OSHA's penalty calculation begins with the gravity-based penalty for each citation, adjusted for the size of the employer, evidence of good-faith compliance, and the employer's prior citation history. Willful and repeat citations carry substantially higher per-citation maximums than serious or other-than-serious citations. For a willful citation, the maximum is more than $160,000 (adjusted annually for inflation), and the minimum is several thousand dollars even after good-faith reductions.

Final penalty amounts often differ from the proposed amounts on the original citation. Employers can request informal conferences with the regional OSHA office to negotiate reductions in exchange for verifiable abatement plans, accept a settlement agreement, or formally contest the citation before the Occupational Safety and Health Review Commission. The penalty figures on this page reflect the final amounts after all settlement and contest activity.

What This Tier Means for Workers

For workers and job seekers, an employer in the Over $1M cumulative penalty range carries the highest enforcement exposure in the federal record. Reaching this tier almost always involves either fatality investigations, willful citations, or repeated egregious violations. Anyone considering a role at one of these employers should ask hiring managers point-blank what changed after the most recent citation closed, and whether the company is currently in OSHA's Severe Violator Enforcement Program.
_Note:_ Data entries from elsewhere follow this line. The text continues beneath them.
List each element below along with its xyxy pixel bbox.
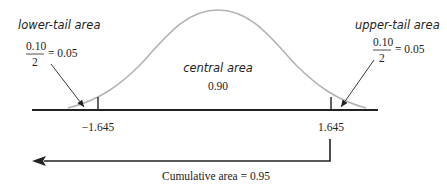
upper-tail-pointer-arrow [341,60,374,107]
bell-curve [68,10,366,108]
lower-tail-denominator: 2 [32,56,38,68]
left-critical-value: −1.645 [82,121,115,133]
central-area-title: central area [183,61,253,75]
lower-tail-title: lower-tail area [18,18,100,32]
right-critical-value: 1.645 [318,121,344,133]
lower-tail-pointer-arrow [51,64,84,107]
central-area-value: 0.90 [208,80,228,92]
upper-tail-title: upper-tail area [355,18,440,32]
upper-tail-denominator: 2 [379,52,385,64]
normal-distribution-diagram: lower-tail area 0.10 2 = 0.05 upper-tail… [0,0,447,190]
cumulative-arrowhead-icon [32,156,46,166]
lower-tail-numerator: 0.10 [26,40,46,52]
lower-tail-result: = 0.05 [48,47,78,59]
cumulative-area-label: Cumulative area = 0.95 [162,170,270,182]
upper-tail-result: = 0.05 [395,43,425,55]
cumulative-area-arrow [44,139,330,161]
upper-tail-numerator: 0.10 [373,36,393,48]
Workers retain the full set of federal protections regardless of an employer's penalty history. They can file confidential complaints at osha.gov/workers/file-complaint, request an inspection, and refuse imminent-danger work without retaliation under Section 11(c) of the Occupational Safety and Health Act. The OSHA Workers' Rights page spells out the full set of protections. Industry-level injury benchmarks come from the U.S. Bureau of Labor Statistics' Survey of Occupational Injuries and Illnesses.

Methodology and Data Sources

Penalty figures on this page come from OSHA's public Integrated Management Information System (IMIS) enforcement file, refreshed from the Department of Labor's Enforcement Results Data files. We aggregate the final penalty field at the establishment level, then roll those records up to the parent company. Companies are placed into a single fine-range tier based on their cumulative final penalty across all citations in the dataset.
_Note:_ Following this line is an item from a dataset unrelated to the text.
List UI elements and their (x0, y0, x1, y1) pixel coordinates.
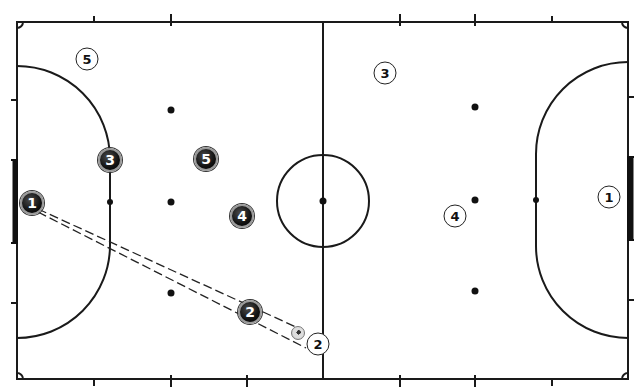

The Workplace Safety Score shown on linked company pages applies four weighted factors: violation rate versus industry, share of serious-or-willful citations, repeat-citation ratio, and average penalty per inspection. Read the full methodology for the exact formula and edge cases.

OSHA's enforcement file lists 41 companies with cumulative final penalties in the Over $1M range, totaling $90.6M across all employers in this tier — averaging $2.2M per company.